══ DATA PROVIDED
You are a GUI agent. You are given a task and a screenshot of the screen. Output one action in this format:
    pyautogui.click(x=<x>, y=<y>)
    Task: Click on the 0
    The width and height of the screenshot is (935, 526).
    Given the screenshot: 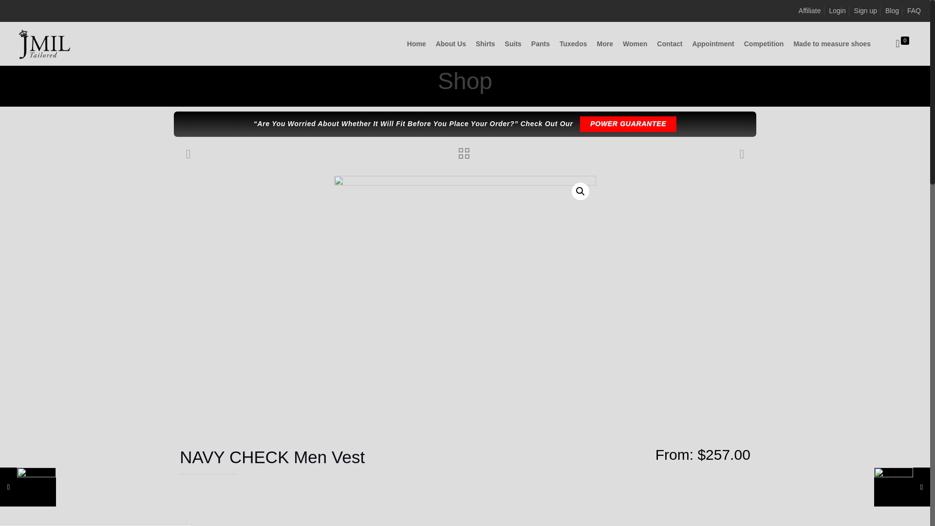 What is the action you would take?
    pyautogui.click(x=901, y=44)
════
TASK GOAL → Nothing but an exact copy of the lines from the start of the entries through the line containing "The width and" belongs in the response.

OUTPUT FOR THIS EXERCISE →
You are a GUI agent. You are given a task and a screenshot of the screen. Output one action in this format:
    pyautogui.click(x=<x>, y=<y>)
    Task: Click on the 0
    The width and height of the screenshot is (935, 526).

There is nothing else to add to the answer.